The Senate’s apparent strategy is a bit like spending the late Sixties promising to act only after the Supreme Court has found a right to abortion in the Constitution. The FMA is necessary, in part, because the destruction of DOMA and the nationalization of same-sex marriage would likely come in the same ruling: If DOMA falls to claims of “equal protection,” then homosexuals must possess the protected rights. If DOMA falls to assertions that the full-faith-and-credit clause applies to marriage, one state has already begun to hand out the licenses for other states to recognize. Even a persevering DOMA does not prevent state courts from imposing a new definition of marriage incrementally across the map.

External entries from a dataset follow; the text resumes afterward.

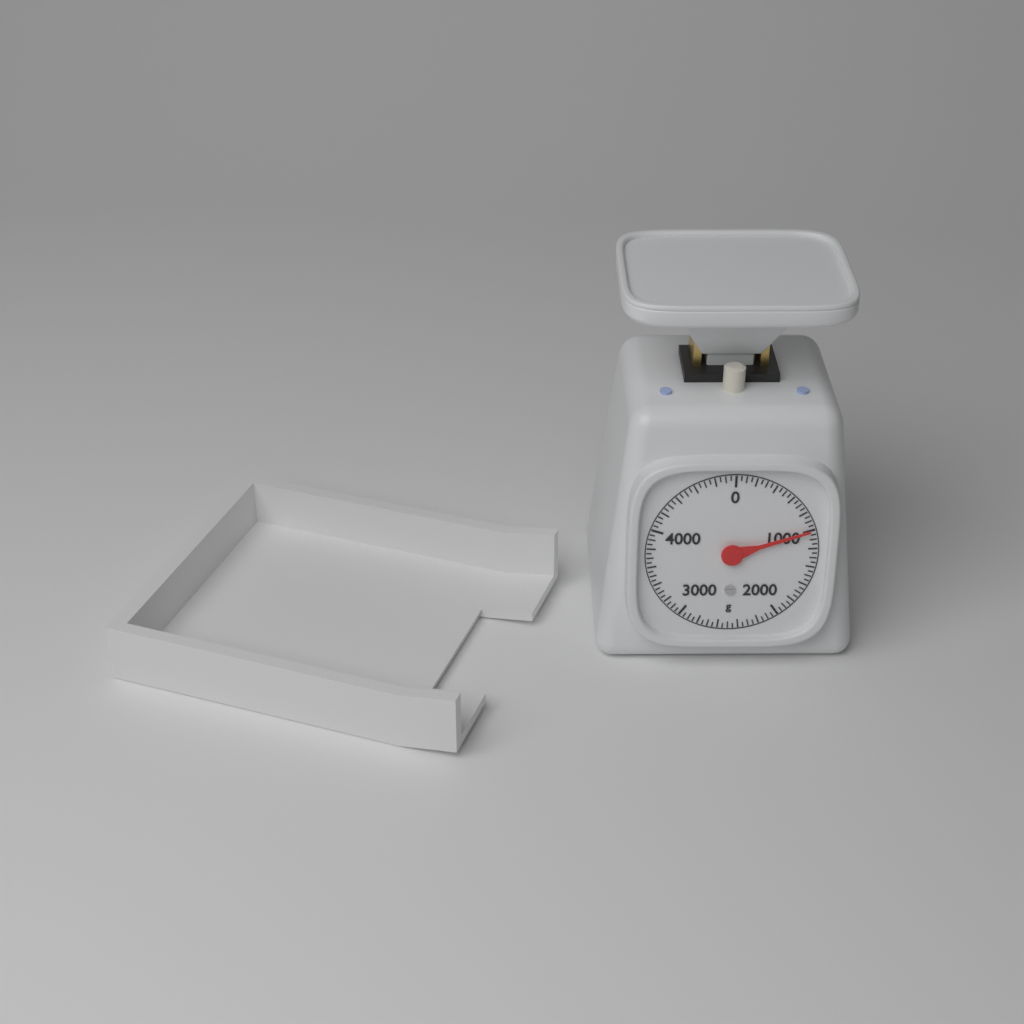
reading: 1000 g
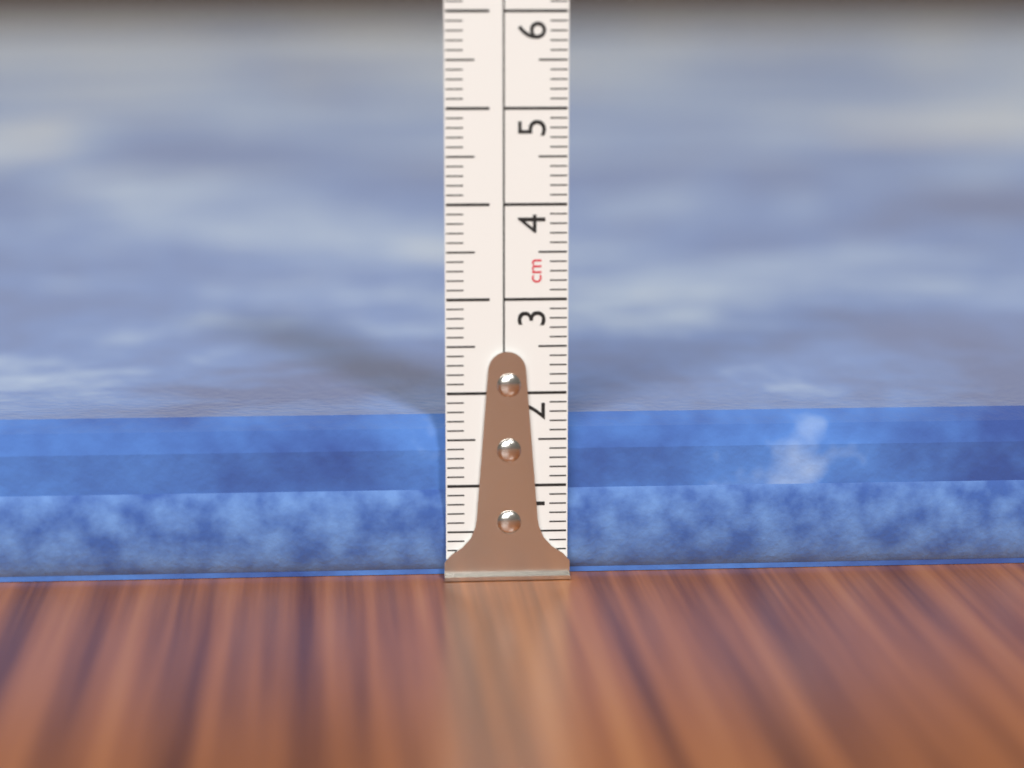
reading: 1.7 cm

But social conservatives also know that the political landscape is volatile, right now, and they are better off with a president who is tepidly protective of marriage’s meaning than one who is implicitly unconcerned with redefinition of it. Their choice doesn’t seem so discouraging, though, with the understanding that the nation’s lead executive has to take a broader view of the issues. For one thing, installing judges who will refrain from writing elite social preferences into the Constitution will require a tremendous expenditure of his “political capital,” and the president is more directly involved in that process; the other two branches of government are the more important ones on the marriage front.

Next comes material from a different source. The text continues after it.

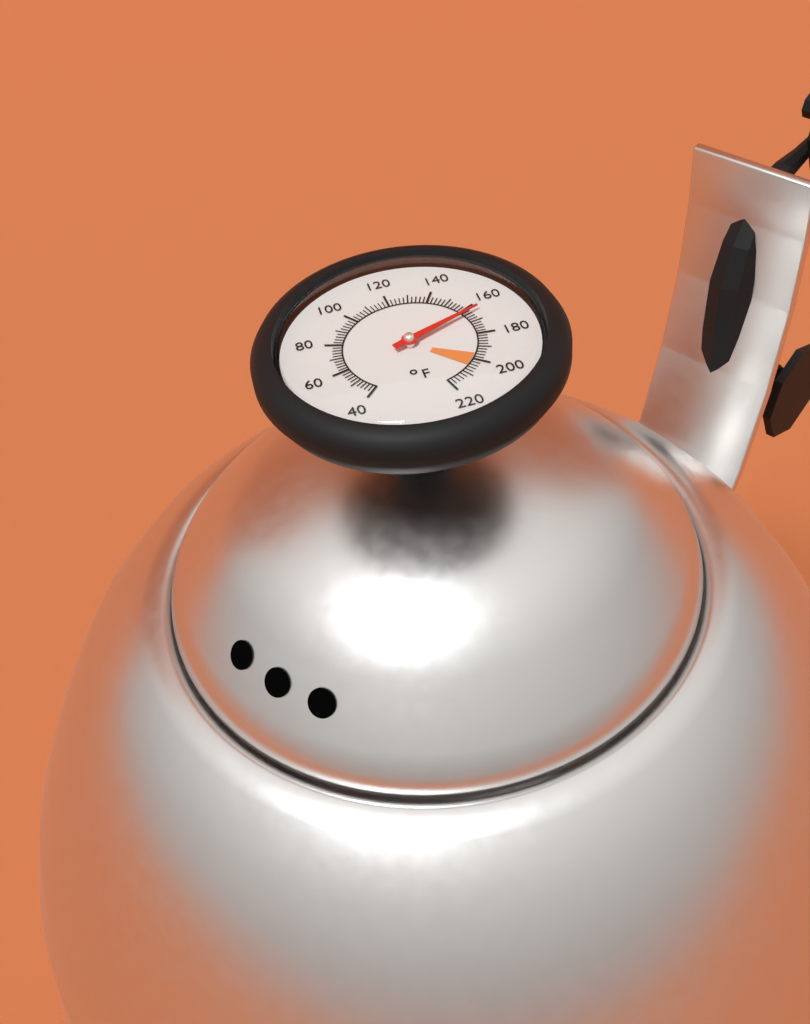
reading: 164 °F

Furthermore, there is a reason that same-sex marriage advocates such as Sullivan have spent the past year painting Bush as an extremist “theocon.” The president’s credentials among religious conservatives represent a sore spot for Bush-voting libertarians and liberal supporters of his leadership in the war on terror. Deftly played, cultural issues can be every bit as effective as “wedges” for social liberals as they claim them to be for conservatives. The weapon has obviously not been effectively wielded, however, if the likes of Instapundit Glenn Reynolds “see Bush as a beleaguered guy trying to keep his coalition together to fight a war, doing the bare minimum on [the same-sex marriage] front to get by.”

It would be naïve to deny that political posturing is surely part of Bush’s calculus, but this admission doesn’t justify cynicism. A relatively conservative president potentially in a position to reshape the Supreme Court would not want simultaneously to be the most visible representative of a cause that an influential portion of the citizenry decries as tantamount to theocracy.

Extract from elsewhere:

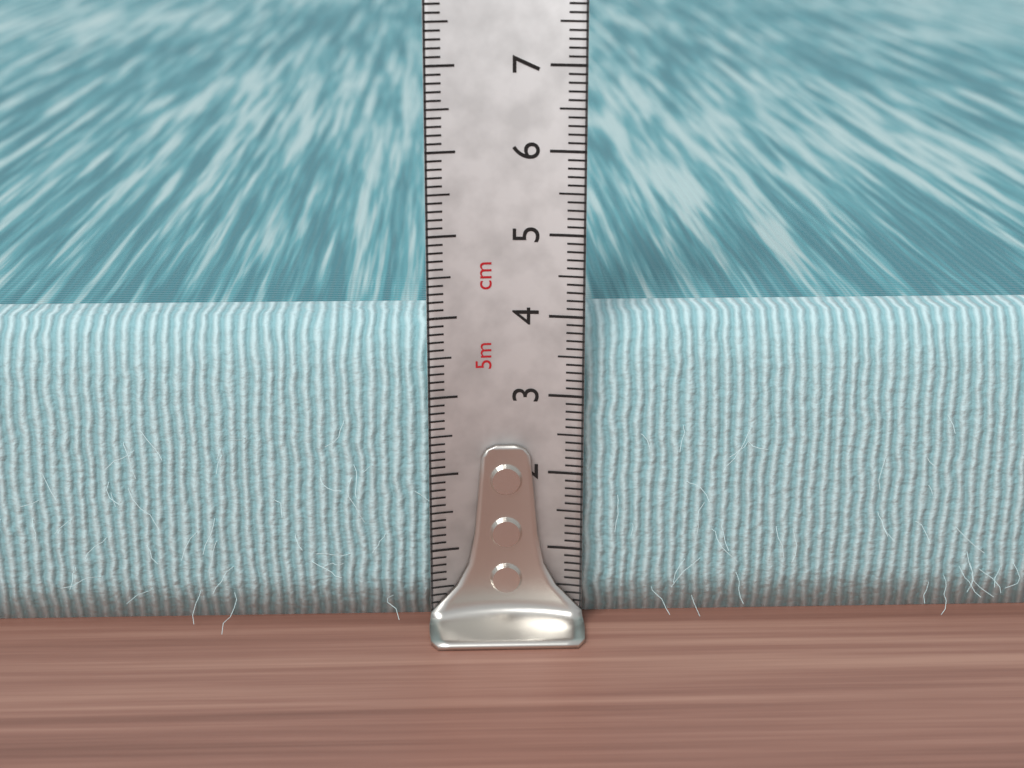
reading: 3.9 cm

Fortuitously, Bush’s support for the FMA has never been more than lukewarm (Reynolds’s word). He’s never lobbied aggressively. His discernible treatment has always been, and continues to be, one of general moral support. And until such time as he floats a woefully disappointing nominee for the Supreme Court, his rhetorical two-step during interviews shouldn’t be a cause for concern. Others of us can keep advocating for the FMA because we think it’s the right thing to do, regardless.

In fact, the quickly issued “clarification” that the administration continues to support an amendment may have been a bit too much. Andrew Sullivan’s happiness with the president and the mainstream media’s trumpeting of the “likely” unhappiness of social conservatives are good news. While the bully pulpit can be an effective tool, it can be swept out from under the speaker. Fewer gasping accusations that he’s preparing for an evangelical coup will surely help to keep the platform steady.

One can go too far in ascribing ulterior political motives to a newspaper, but opponents of cultural radicalization who are “alarmed” by the president’s gamesmanship should consider the significance of the New York Times’s differing weekend headline: “White House Again Backs Amendment on Marriage.” For the time being, we should prefer that this fact not be conveyed in such bold print.

Justin Katz writes for the blogs Dust in the Light and Anchor Rising.

NR Staff comprises members of the National Review editorial and operational teams.